The state should establish a mechanism to monitor the readiness of the counties to conduct an election and to intervene if necessary, the Hawaii County Council declared on Thursday. The state should establish a mechanism to monitor the readiness of
The state should establish a mechanism to monitor the readiness of the counties to conduct an election and to intervene if necessary, the Hawaii County Council declared on Thursday.
By a 9-0 vote, the council approved a resolution supporting the Hawaii State Association of Counties’ inclusion of a law to that effect in its 2013 legislative package.
The passage of the nonbinding resolution does not guarantee that HSAC will include the proposal in its legislative package. It does not guarantee that the idea will become law, nor will it have any effect on the Nov. 6 general election. But the unanimous vote is the first attempt by the County Council to support potential legislation for the state to take over elections in the event that something goes awry.
State law says that in an election involving candidates for both state and county offices, the state is responsible for providing precinct officials, ballot boxes, voting booths, telephones, ballot transport containers and other things. Each county is responsible for voter registration, maintaining voting machines, storage of voting devices and employees assigned to cover absentee polling place functions, among other things.
The state and the county split the cost of several other items, including polling place supplies, ballot preparation and packing, and when the costs are shared the chief election officer determines whether the state or the county bears responsibility.
County Clerk Jamae Kawauchi, who according to the County Charter is responsible for running elections in Hawaii County, declined to state her position on the resolution. Kawauchi told Councilwoman Brenda Ford that it is not the clerk’s role to take a side in political issues. The state Elections Office earlier this week declined to comment on the resolution.
The resolution, introduced by Councilman Angel Pilago, is silent on how the chief election officer and the Elections Commission should “monitor” the readiness of counties to conduct an election. It also does not specify what would be the trigger for the state to intervene in an election and how that would happen.
But there’s no doubt that the resolution is aimed at the county Office of Elections, which Kawauchi oversees, where “errors compounded by errors,” as elections chief Scott Nago once said, resulted in the governor declaring an emergency and keeping the polls open for an unprecedented 90 minutes longer than normal during the Aug. 11 primary election. Pilago’s resolution says the election “damaged the public’s confidence in the electoral process.”
That wasn’t the only resolution the council forwarded to HSAC.
By a 9-0 vote, lawmakers requested the association include in its 2013 legislative package a proposal requiring consumers to be notified that a food product or a raw agricultural commodity contains genetically engineered material.
Councilman Pete Hoffmann, who introduced the resolution, stressed that he’s not opposed to food made from genetically modified organisms, or GMOs. At the same time, he can’t fathom a reason why GMO food products aren’t labeled for the consumer’s benefit.
The resolution states that “the effects of consuming genetically engineered foods are unclear, and without mandatory labeling requirements of those foods, consumers may unknowingly be putting their health at risk.”
“I do believe in the freedom of choice,” Ford said. “I think we should do this. I think it’s important that we all support this.”
Several bills were introduced in the state Legislature last year mandating the labeling of transgenic foods, but none of them passed into law.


Assignment => Look through the data below. Collect every line where the word "this" occurs.

——

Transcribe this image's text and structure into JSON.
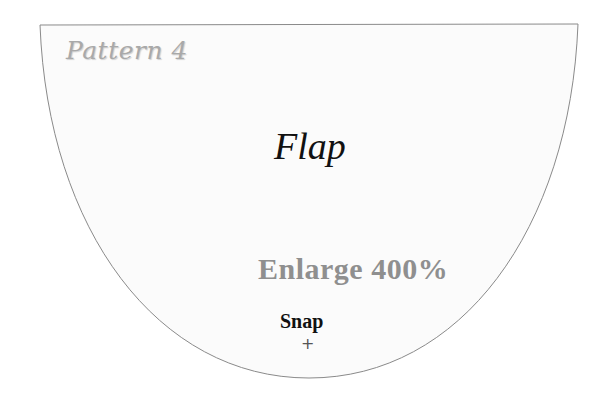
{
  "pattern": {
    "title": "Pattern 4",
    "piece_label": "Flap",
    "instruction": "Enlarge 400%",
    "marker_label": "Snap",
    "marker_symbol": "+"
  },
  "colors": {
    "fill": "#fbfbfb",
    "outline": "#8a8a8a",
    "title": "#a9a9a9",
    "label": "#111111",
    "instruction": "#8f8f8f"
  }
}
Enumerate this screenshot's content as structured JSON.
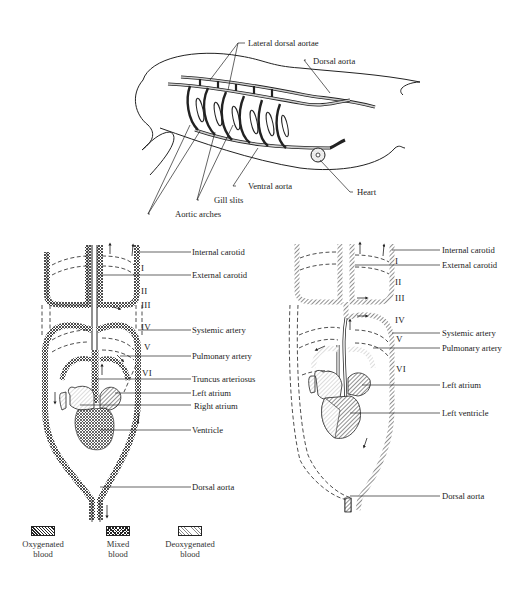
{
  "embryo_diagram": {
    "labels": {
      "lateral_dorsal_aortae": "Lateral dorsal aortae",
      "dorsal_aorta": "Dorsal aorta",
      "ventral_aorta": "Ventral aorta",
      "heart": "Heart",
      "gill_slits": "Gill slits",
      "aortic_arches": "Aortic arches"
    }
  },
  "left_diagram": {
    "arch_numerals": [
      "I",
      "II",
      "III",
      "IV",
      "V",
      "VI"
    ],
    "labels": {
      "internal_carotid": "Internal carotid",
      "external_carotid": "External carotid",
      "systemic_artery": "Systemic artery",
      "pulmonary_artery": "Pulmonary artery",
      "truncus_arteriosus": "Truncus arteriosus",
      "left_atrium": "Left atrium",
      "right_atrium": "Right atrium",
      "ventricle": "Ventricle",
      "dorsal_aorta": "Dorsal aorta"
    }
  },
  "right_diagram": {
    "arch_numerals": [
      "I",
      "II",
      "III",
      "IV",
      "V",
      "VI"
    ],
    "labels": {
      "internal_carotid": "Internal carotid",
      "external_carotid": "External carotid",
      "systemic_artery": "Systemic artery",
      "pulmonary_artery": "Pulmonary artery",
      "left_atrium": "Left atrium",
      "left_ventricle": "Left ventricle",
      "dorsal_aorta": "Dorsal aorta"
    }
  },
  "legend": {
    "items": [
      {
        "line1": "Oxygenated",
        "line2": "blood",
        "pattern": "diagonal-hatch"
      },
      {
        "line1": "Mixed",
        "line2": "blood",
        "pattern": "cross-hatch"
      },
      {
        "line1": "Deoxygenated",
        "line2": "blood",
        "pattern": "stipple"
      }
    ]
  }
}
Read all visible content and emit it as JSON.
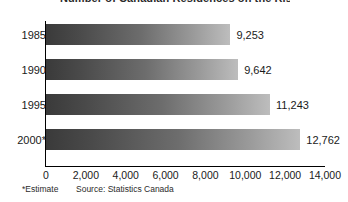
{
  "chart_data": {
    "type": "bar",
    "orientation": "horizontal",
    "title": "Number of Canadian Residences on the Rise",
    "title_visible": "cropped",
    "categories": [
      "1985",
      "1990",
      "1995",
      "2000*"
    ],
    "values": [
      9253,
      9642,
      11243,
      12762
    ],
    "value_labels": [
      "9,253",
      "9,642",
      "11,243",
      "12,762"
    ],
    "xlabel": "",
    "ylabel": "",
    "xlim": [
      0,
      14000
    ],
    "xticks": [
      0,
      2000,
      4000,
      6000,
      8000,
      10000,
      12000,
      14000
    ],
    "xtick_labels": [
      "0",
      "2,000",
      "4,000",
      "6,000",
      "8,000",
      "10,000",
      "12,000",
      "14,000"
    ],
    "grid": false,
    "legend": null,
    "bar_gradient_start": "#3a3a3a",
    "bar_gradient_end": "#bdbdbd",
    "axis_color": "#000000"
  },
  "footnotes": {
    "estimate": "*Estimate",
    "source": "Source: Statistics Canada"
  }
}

——

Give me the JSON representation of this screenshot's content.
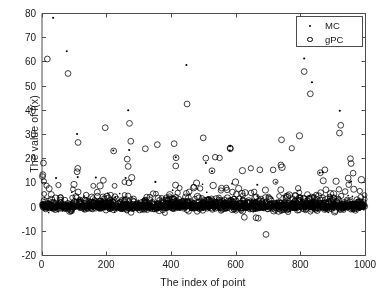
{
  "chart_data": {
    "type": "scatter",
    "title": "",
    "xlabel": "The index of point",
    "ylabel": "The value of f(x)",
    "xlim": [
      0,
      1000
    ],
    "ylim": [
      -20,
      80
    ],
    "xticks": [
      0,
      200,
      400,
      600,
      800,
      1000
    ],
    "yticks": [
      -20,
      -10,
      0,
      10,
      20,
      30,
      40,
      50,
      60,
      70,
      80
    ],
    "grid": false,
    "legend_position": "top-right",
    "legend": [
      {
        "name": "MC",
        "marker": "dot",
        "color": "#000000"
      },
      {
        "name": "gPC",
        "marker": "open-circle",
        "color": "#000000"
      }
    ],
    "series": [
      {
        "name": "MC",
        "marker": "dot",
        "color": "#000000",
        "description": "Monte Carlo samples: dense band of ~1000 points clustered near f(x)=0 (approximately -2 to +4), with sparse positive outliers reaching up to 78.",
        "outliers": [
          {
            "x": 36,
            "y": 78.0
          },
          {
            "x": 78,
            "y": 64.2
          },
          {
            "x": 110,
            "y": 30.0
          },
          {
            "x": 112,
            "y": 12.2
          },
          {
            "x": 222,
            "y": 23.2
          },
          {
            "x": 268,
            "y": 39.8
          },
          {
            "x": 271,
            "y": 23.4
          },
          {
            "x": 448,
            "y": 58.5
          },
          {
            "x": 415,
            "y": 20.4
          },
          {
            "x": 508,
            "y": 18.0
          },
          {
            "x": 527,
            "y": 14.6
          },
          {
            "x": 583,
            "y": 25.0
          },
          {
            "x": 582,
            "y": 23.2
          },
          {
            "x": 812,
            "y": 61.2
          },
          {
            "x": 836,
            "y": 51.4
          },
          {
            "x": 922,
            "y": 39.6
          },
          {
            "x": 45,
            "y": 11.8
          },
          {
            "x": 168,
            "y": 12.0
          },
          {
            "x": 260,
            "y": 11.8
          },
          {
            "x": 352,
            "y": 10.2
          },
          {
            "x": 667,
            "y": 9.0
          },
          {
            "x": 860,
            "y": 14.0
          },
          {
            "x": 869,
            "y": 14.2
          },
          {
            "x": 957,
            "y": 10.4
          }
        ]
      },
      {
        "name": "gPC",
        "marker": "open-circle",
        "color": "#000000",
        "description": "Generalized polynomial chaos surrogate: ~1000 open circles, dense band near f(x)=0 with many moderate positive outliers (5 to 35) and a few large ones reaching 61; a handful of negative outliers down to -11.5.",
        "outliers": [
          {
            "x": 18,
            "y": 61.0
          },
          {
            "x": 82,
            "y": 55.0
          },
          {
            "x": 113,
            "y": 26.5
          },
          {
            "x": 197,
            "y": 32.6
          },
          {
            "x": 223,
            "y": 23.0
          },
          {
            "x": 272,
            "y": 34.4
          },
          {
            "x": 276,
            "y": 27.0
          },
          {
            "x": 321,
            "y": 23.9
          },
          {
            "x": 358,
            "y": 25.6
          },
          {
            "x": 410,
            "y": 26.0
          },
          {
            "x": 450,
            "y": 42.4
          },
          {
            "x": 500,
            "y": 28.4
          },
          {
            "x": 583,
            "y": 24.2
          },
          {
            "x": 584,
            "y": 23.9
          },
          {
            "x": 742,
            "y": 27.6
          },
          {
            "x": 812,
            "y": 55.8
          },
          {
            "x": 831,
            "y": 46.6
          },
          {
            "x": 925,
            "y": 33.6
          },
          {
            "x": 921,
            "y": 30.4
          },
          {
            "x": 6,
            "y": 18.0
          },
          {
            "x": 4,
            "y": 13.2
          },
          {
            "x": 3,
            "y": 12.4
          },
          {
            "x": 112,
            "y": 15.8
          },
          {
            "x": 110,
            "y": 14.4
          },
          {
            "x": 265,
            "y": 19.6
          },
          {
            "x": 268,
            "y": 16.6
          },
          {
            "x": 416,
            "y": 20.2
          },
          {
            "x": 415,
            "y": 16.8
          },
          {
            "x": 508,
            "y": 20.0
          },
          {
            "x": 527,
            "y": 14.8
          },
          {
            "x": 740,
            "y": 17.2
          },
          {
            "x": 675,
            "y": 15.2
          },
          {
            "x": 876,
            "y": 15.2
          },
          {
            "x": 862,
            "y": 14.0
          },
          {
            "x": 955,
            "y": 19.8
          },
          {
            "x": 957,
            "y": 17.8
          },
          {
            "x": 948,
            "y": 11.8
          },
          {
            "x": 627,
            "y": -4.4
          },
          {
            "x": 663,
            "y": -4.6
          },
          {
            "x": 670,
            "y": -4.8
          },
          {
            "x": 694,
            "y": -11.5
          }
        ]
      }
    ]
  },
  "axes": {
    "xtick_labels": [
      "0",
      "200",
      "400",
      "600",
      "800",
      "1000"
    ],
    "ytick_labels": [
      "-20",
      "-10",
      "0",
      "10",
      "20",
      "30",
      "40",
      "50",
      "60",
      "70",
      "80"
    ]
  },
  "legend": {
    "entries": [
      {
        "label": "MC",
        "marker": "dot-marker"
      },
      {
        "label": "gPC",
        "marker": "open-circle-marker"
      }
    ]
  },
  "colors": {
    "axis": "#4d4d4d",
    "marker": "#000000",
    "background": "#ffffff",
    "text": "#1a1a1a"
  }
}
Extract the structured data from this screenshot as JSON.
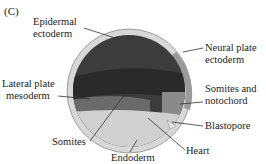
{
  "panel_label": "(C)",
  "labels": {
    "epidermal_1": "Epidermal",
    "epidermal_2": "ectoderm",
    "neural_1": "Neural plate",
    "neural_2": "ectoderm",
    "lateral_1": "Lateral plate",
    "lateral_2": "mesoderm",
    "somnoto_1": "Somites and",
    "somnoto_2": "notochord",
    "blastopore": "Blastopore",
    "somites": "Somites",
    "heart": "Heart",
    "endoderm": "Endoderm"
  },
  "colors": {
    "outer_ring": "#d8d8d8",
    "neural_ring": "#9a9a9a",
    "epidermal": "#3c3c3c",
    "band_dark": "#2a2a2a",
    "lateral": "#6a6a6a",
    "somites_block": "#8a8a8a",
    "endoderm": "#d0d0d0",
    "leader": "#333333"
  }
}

——

Response to the exercise =>
Transcribe this image's text and structure into JSON.
Enumerate this screenshot's content as structured JSON.
Give me the JSON representation of this screenshot's content.
Extract the structured data from this screenshot as JSON.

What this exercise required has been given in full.